Bradley Manning just pled guilty on ten counts of misusing classified information, for his release of documents to Wikileaks, though he continues to maintain that he was not aiding the enemy.
What is most interesting that in his statement, Manning said that he want to the New York Times, Washington Post, and Politico, and was blown off:
While he was on leave from Iraq and staying in the Washington area in January 2010 he contacted the Washington Post and asked would it be interested in receiving information that he said would be "enormously important to the American people". He spoke to a woman who said she was a reporter but "she didn't seem to take me seriously".What's more, there is an allegation that The Washington Post had, and sat on, the collateral murder video:
The woman said, according to Manning's account, that the paper would only be interested subject to vetting by senior editors.
Despairing of that route, Manning turned to the New York Times. He called the public editor of the paper but only got voicemail.
He then tried other numbers on the paper but also got put through to voicemail, and though he left a message with his Skype contact details, nobody called him back. Manning added he had also contemplated going to the website Politico, but harsh weather prevented him.
But the WikiLeaks Twitter account (and by the way, mark me down as saying it’s a safe bet that Julian Assange is its primary scribe) also let loose this officious-looking tweet earlier today:So a few years before Wikileaks got it, Finkle was writing descriptions which clearly imply that he had seen the video.Statement: Washington Post had Collateral murder video for over a year but DID NOT RELEASE IT it to the public.Curious. I asked Kris Coratti, the Washington Post’s communications director, what was up. She emailed me this flat denial:The Washington Post did not have the video, nor did we sit on anything.There is a wrinkle to this tale. David Finkel, a Washington Post reporter, did elaborately describe the events of the day partially captured by the video in “Good Soldiers,” his book published in September 2009, based on his time embedded with an infantry battalion on the ground near the shootings. (WikiLeaks published its version of the video in April 2010.)
Finkle's defense is that whatever he had, was just for his book, not the paper:
Finkel gave me a call this morning, ready to add a bit more context.So, the guy who was, and is, employed the The Washington Post, makes what sounds like direct quotes from the videos, was somehow in Iraq on his own ticket, and had nothing to do with the paper when he saw the videos.
“The idea that The Washington Post possessed something, or sat on something, is just absurd,” said Finkel.
“I was primarily there as a book author. I was on book leave from The Washington Post,” Finkel told me. “I’m not trying to be oblique here, but that was my role there.”
Yeah, right.
For the Times and Politico, it's pretty clear that Manning did a half-assed job of contacting them, but it's also pretty clear that WaPo knew of the video for years before it showed up on Wikileaks.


• [Instructions for the task]: Find each line below where the word "vestibular" occurs, and copy it.

• [Records excerpted from a collection]:

»»

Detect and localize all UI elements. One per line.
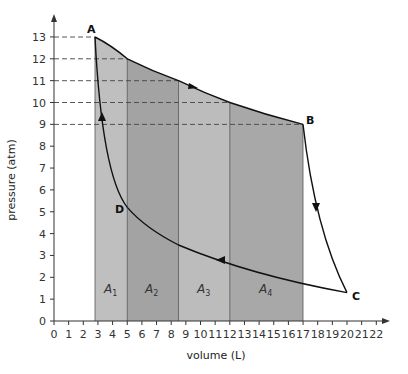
y-tick-label: 0 bbox=[39, 315, 46, 328]
x-axis-arrow-icon bbox=[382, 318, 390, 324]
x-tick-label: 8 bbox=[168, 328, 175, 341]
x-tick-label: 3 bbox=[94, 328, 101, 341]
x-tick-label: 21 bbox=[355, 328, 369, 341]
x-tick-label: 19 bbox=[325, 328, 339, 341]
x-tick-label: 1 bbox=[65, 328, 72, 341]
y-tick-label: 9 bbox=[39, 118, 46, 131]
x-tick-label: 7 bbox=[153, 328, 160, 341]
x-tick-label: 15 bbox=[267, 328, 281, 341]
y-tick-label: 3 bbox=[39, 249, 46, 262]
x-tick-label: 6 bbox=[138, 328, 145, 341]
x-tick-label: 14 bbox=[252, 328, 266, 341]
x-tick-label: 16 bbox=[281, 328, 295, 341]
x-tick-label: 4 bbox=[109, 328, 116, 341]
y-tick-label: 12 bbox=[32, 53, 46, 66]
x-ticks: 012345678910111213141516171819202122 bbox=[51, 321, 384, 341]
x-tick-label: 11 bbox=[208, 328, 222, 341]
y-tick-label: 13 bbox=[32, 31, 46, 44]
point-b-label: B bbox=[306, 114, 314, 127]
x-tick-label: 10 bbox=[194, 328, 208, 341]
y-tick-label: 4 bbox=[39, 228, 46, 241]
x-tick-label: 0 bbox=[51, 328, 58, 341]
y-tick-label: 1 bbox=[39, 293, 46, 306]
point-c-label: C bbox=[352, 290, 360, 303]
x-tick-label: 9 bbox=[182, 328, 189, 341]
x-tick-label: 17 bbox=[296, 328, 310, 341]
x-tick-label: 22 bbox=[369, 328, 383, 341]
x-tick-label: 12 bbox=[223, 328, 237, 341]
y-tick-label: 11 bbox=[32, 75, 46, 88]
y-tick-label: 6 bbox=[39, 184, 46, 197]
y-axis-arrow-icon bbox=[51, 14, 57, 22]
shaded-areas bbox=[95, 37, 303, 321]
area-a1 bbox=[95, 37, 127, 321]
x-tick-label: 2 bbox=[80, 328, 87, 341]
x-tick-label: 13 bbox=[237, 328, 251, 341]
point-d-label: D bbox=[115, 203, 124, 216]
point-a-label: A bbox=[87, 23, 96, 36]
curve-b-c bbox=[303, 124, 347, 292]
arrow-a-b-icon bbox=[188, 83, 198, 89]
y-tick-label: 2 bbox=[39, 271, 46, 284]
y-tick-label: 5 bbox=[39, 206, 46, 219]
x-tick-label: 18 bbox=[311, 328, 325, 341]
y-tick-label: 7 bbox=[39, 162, 46, 175]
y-tick-label: 10 bbox=[32, 97, 46, 110]
pv-diagram: 012345678910111213141516171819202122 012… bbox=[0, 0, 408, 374]
x-tick-label: 5 bbox=[124, 328, 131, 341]
arrow-b-c-icon bbox=[312, 203, 320, 212]
y-tick-label: 8 bbox=[39, 140, 46, 153]
y-axis-title: pressure (atm) bbox=[5, 139, 18, 220]
x-axis-title: volume (L) bbox=[187, 349, 246, 362]
x-tick-label: 20 bbox=[340, 328, 354, 341]
y-ticks: 012345678910111213 bbox=[32, 31, 54, 328]
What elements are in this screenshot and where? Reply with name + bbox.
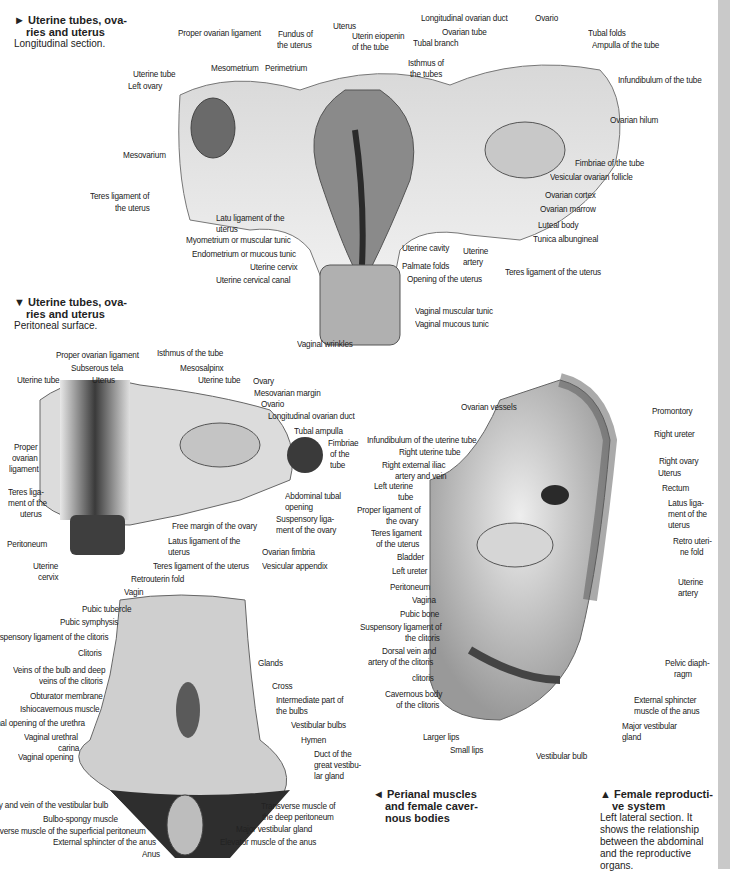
label: lar gland (314, 770, 344, 781)
label: Vaginal muscular tunic (415, 305, 493, 316)
label: Vesicular appendix (262, 560, 327, 571)
label: Latu ligament of the (216, 212, 284, 223)
label: of the uterus (376, 538, 419, 549)
label: Teres ligament of the uterus (153, 560, 249, 571)
label: Left ovary (128, 80, 162, 91)
label: Rectum (662, 482, 689, 493)
label: Artery and vein of the vestibular bulb (0, 799, 108, 810)
caption-desc: Longitudinal section. (14, 38, 127, 50)
label: Perimetrium (265, 62, 307, 73)
label: Ovarian tube (442, 26, 487, 37)
label: Latus liga- (668, 497, 704, 508)
label: Ovary (253, 375, 274, 386)
label: tube (398, 491, 413, 502)
label: Ampulla of the tube (592, 39, 659, 50)
label: Isthmus of the tube (157, 347, 223, 358)
label: Endometrium or mucous tunic (192, 248, 296, 259)
label: Uterine tube (17, 374, 59, 385)
label: artery of the clitoris (368, 656, 433, 667)
label: the uterus (115, 202, 150, 213)
caption-title: Female reproducti- (614, 788, 713, 800)
arrow-down-icon: ▼ (14, 296, 25, 308)
caption-fig1: ► Uterine tubes, ova-ries and uterus Lon… (14, 14, 127, 50)
label: Uterine cervical canal (216, 274, 290, 285)
label: Elevator muscle of the anus (220, 836, 316, 847)
label: Tubal folds (588, 27, 626, 38)
label: Uterine (678, 576, 703, 587)
label: Vaginal urethral (24, 731, 78, 742)
label: the clitoris (405, 632, 440, 643)
label: Uterine (33, 560, 58, 571)
label: ment of the (8, 497, 47, 508)
label: Proper ovarian ligament (178, 27, 261, 38)
label: Uterus (658, 467, 681, 478)
label: Ovarian marrow (540, 203, 596, 214)
label: Bulbo-spongy muscle (43, 813, 118, 824)
label: Anus (142, 848, 160, 859)
label: Transverse muscle of (261, 800, 335, 811)
caption-title-cont: and female caver- (373, 800, 478, 812)
label: Major vestibular gland (236, 823, 312, 834)
label: Right ureter (654, 428, 695, 439)
label: Clitoris (78, 647, 102, 658)
label: Teres liga- (8, 486, 44, 497)
label: Teres ligament of the uterus (505, 266, 601, 277)
label: Vaginal mucous tunic (415, 318, 489, 329)
label: Mesovarium (123, 149, 166, 160)
caption-fig3: ◄ Perianal musclesand female caver-nous … (373, 788, 478, 824)
label: Small lips (450, 744, 483, 755)
fig4-illustration (430, 380, 610, 720)
label: ment of the (668, 508, 707, 519)
label: uterus (216, 223, 238, 234)
caption-desc: Left lateral section. It (600, 812, 713, 824)
caption-title-cont: ries and uterus (14, 26, 127, 38)
label: Proper (14, 441, 38, 452)
label: Tunica albungineal (533, 233, 598, 244)
label: Ishiocavernous muscle (20, 703, 99, 714)
label: ment of the ovary (276, 524, 336, 535)
label: Transverse muscle of the superficial per… (0, 825, 146, 836)
label: Veins of the bulb and deep (13, 664, 105, 675)
label: Bladder (397, 551, 424, 562)
label: Suspensory ligament of (360, 621, 442, 632)
label: Tubal ampulla (294, 425, 343, 436)
label: Ovario (261, 398, 284, 409)
label: Right external iliac (382, 459, 445, 470)
label: artery (678, 587, 698, 598)
label: Vagin (124, 586, 143, 597)
label: Ovarian fimbria (262, 546, 315, 557)
label: Peritoneum (7, 538, 47, 549)
caption-title-cont: ries and uterus (14, 308, 127, 320)
label: Retrouterin fold (131, 573, 184, 584)
label: Ovario (535, 12, 558, 23)
label: Duct of the (314, 748, 352, 759)
label: the tubes (410, 68, 442, 79)
label: Fimbriae (328, 437, 358, 448)
label: the deep peritoneum (262, 811, 334, 822)
label: ovarian (12, 452, 38, 463)
label: External opening of the urethra (0, 717, 85, 728)
label: Mesovarian margin (254, 387, 321, 398)
caption-desc: between the abdominal (600, 836, 713, 848)
label: Longitudinal ovarian duct (268, 410, 355, 421)
label: Vaginal wrinkles (297, 338, 353, 349)
label: the ovary (386, 515, 418, 526)
label: Obturator membrane (30, 690, 103, 701)
arrow-up-icon: ▲ (600, 788, 611, 800)
label: Opening of the uterus (407, 273, 482, 284)
label: Vesicular ovarian follicle (550, 171, 633, 182)
label: uterus (168, 546, 190, 557)
label: of the (330, 448, 349, 459)
caption-desc: organs. (600, 860, 713, 872)
label: External sphincter (634, 694, 696, 705)
label: Hymen (301, 734, 326, 745)
label: uterus (20, 508, 42, 519)
label: muscle of the anus (634, 705, 699, 716)
label: Left ureter (392, 565, 427, 576)
label: Infundibulum of the tube (618, 74, 702, 85)
label: Dorsal vein and (382, 645, 436, 656)
label: Fimbriae of the tube (575, 157, 644, 168)
label: Uterine cavity (402, 242, 449, 253)
label: Mesometrium (211, 62, 259, 73)
label: Ovarian vessels (461, 401, 517, 412)
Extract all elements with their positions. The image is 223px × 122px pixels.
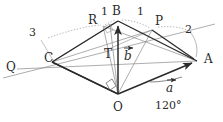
annotation-arc-b-p (122, 20, 150, 28)
vector-o-a (118, 63, 192, 94)
vector-label-a: a (166, 82, 173, 94)
point-label-b: B (112, 5, 121, 17)
figure-canvas (0, 0, 223, 122)
point-label-q: Q (6, 61, 16, 73)
segment-r-a (103, 26, 197, 61)
length-label-pa: 2 (185, 24, 192, 35)
point-label-p: P (155, 15, 163, 27)
segment-c-p (52, 30, 152, 62)
point-label-c: C (44, 52, 53, 64)
point-label-r: R (88, 14, 97, 26)
point-label-o: O (113, 101, 123, 113)
length-label-rb: 1 (101, 6, 108, 17)
length-label-cr: 3 (29, 27, 36, 38)
segment-c-o (52, 62, 118, 94)
angle-label-120: 120° (155, 100, 182, 111)
point-label-a: A (204, 53, 213, 65)
length-label-bp: 1 (137, 6, 144, 17)
vector-geometry-figure: B R P A C Q T O 1 1 3 2 a b 120° (0, 0, 223, 122)
point-label-t: T (104, 48, 112, 60)
vector-label-b: b (124, 50, 132, 62)
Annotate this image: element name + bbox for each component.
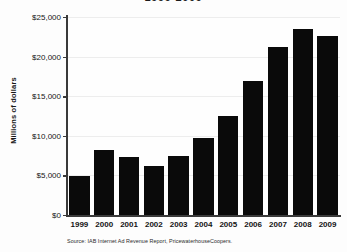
bar: [293, 29, 313, 215]
plot-area: $0$5,000$10,000$15,000$20,000$25,000 199…: [67, 17, 340, 215]
bar: [243, 81, 263, 215]
bar-slot: 2002: [141, 17, 166, 215]
bar-slot: 2004: [191, 17, 216, 215]
bar-slot: 2001: [117, 17, 142, 215]
x-axis-tick-label: 2005: [216, 220, 241, 229]
chart-title: 1999-2009: [0, 0, 347, 3]
x-axis-tick-label: 2000: [92, 220, 117, 229]
x-axis-line: [66, 215, 341, 217]
chart-page: 1999-2009 Millions of dollars $0$5,000$1…: [0, 0, 347, 252]
x-axis-tick-label: 2006: [241, 220, 266, 229]
bar-series: 1999200020012002200320042005200620072008…: [67, 17, 340, 215]
bar: [69, 176, 89, 215]
x-axis-tick-label: 2009: [315, 220, 340, 229]
x-axis-tick-label: 2004: [191, 220, 216, 229]
x-axis-tick-label: 2007: [266, 220, 291, 229]
y-axis-tick-label: $5,000: [37, 171, 61, 180]
chart-title-clipped: 1999-2009: [0, 0, 347, 5]
x-axis-tick-label: 2001: [117, 220, 142, 229]
bar-slot: 2007: [266, 17, 291, 215]
source-note: Source: IAB Internet Ad Revenue Report, …: [67, 238, 232, 244]
x-axis-tick-label: 2008: [290, 220, 315, 229]
bar: [193, 138, 213, 215]
bar-slot: 2003: [166, 17, 191, 215]
bar: [144, 166, 164, 215]
y-axis-tick-label: $15,000: [32, 92, 61, 101]
bar-slot: 2006: [241, 17, 266, 215]
bar: [94, 150, 114, 215]
bar: [317, 36, 337, 215]
bar-slot: 1999: [67, 17, 92, 215]
bar: [119, 157, 139, 215]
y-axis-tick-label: $20,000: [32, 52, 61, 61]
x-axis-tick-label: 1999: [67, 220, 92, 229]
bar-slot: 2000: [92, 17, 117, 215]
y-axis-title: Millions of dollars: [9, 51, 18, 171]
bar: [168, 156, 188, 215]
x-axis-tick-label: 2002: [141, 220, 166, 229]
y-axis-tick-label: $10,000: [32, 131, 61, 140]
bar-slot: 2005: [216, 17, 241, 215]
y-axis-tick-label: $25,000: [32, 13, 61, 22]
bar-slot: 2008: [290, 17, 315, 215]
bar: [218, 116, 238, 215]
bar: [268, 47, 288, 215]
y-axis-tick-label: $0: [52, 211, 61, 220]
bar-slot: 2009: [315, 17, 340, 215]
x-axis-tick-label: 2003: [166, 220, 191, 229]
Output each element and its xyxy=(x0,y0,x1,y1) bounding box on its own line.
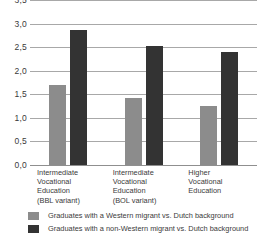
bar-group xyxy=(30,0,106,165)
category-label: IntermediateVocationalEducation(BBL vari… xyxy=(30,168,106,205)
bar-series-1 xyxy=(200,106,217,165)
category-axis-labels: IntermediateVocationalEducation(BBL vari… xyxy=(30,168,257,205)
bars-layer xyxy=(30,0,257,165)
category-label-line: Higher xyxy=(188,168,257,177)
category-label-line: Vocational xyxy=(188,177,257,186)
category-label-line: Vocational xyxy=(37,177,106,186)
axis-baseline xyxy=(30,165,257,166)
bar-group xyxy=(106,0,182,165)
category-label-line: Education xyxy=(188,186,257,195)
category-label: HigherVocationalEducation xyxy=(181,168,257,205)
y-tick-label: 2,5 xyxy=(15,43,27,52)
legend-label: Graduates with a non-Western migrant vs.… xyxy=(48,224,248,233)
category-label-line: Vocational xyxy=(113,177,182,186)
legend-label: Graduates with a Western migrant vs. Dut… xyxy=(48,211,234,220)
bar-chart: 3,53,02,52,01,51,00,50,0 IntermediateVoc… xyxy=(0,0,259,247)
bar-series-2 xyxy=(70,30,87,165)
category-label-line: (BBL variant) xyxy=(37,196,106,205)
y-tick-label: 0,0 xyxy=(15,161,27,170)
chart-legend: Graduates with a Western migrant vs. Dut… xyxy=(28,209,255,235)
bar-group xyxy=(181,0,257,165)
category-label-line: Intermediate xyxy=(113,168,182,177)
bar-series-1 xyxy=(49,85,66,165)
plot-area: 3,53,02,52,01,51,00,50,0 xyxy=(0,0,259,172)
bar-series-2 xyxy=(221,52,238,165)
legend-swatch-icon xyxy=(28,212,39,220)
category-label: IntermediateVocationalEducation(BOL vari… xyxy=(106,168,182,205)
category-label-line: Education xyxy=(113,186,182,195)
legend-item: Graduates with a non-Western migrant vs.… xyxy=(28,222,255,235)
y-tick-label: 1,0 xyxy=(15,113,27,122)
y-tick-label: 3,5 xyxy=(15,0,27,5)
bar-series-2 xyxy=(146,46,163,165)
category-label-line: (BOL variant) xyxy=(113,196,182,205)
legend-item: Graduates with a Western migrant vs. Dut… xyxy=(28,209,255,222)
y-tick-label: 1,5 xyxy=(15,90,27,99)
legend-swatch-icon xyxy=(28,225,39,233)
y-axis: 3,53,02,52,01,51,00,50,0 xyxy=(0,0,30,172)
category-label-line: Education xyxy=(37,186,106,195)
y-tick-label: 2,0 xyxy=(15,66,27,75)
y-tick-label: 0,5 xyxy=(15,137,27,146)
category-label-line: Intermediate xyxy=(37,168,106,177)
y-tick-label: 3,0 xyxy=(15,19,27,28)
bar-series-1 xyxy=(125,98,142,165)
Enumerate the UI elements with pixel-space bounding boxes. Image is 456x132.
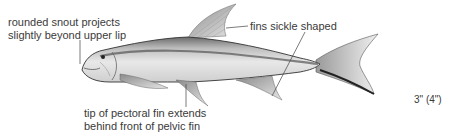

««

• [Task response]:
label: Artery and vein of the vestibular bulb (0, 799, 108, 810)
label: Major vestibular gland (236, 823, 312, 834)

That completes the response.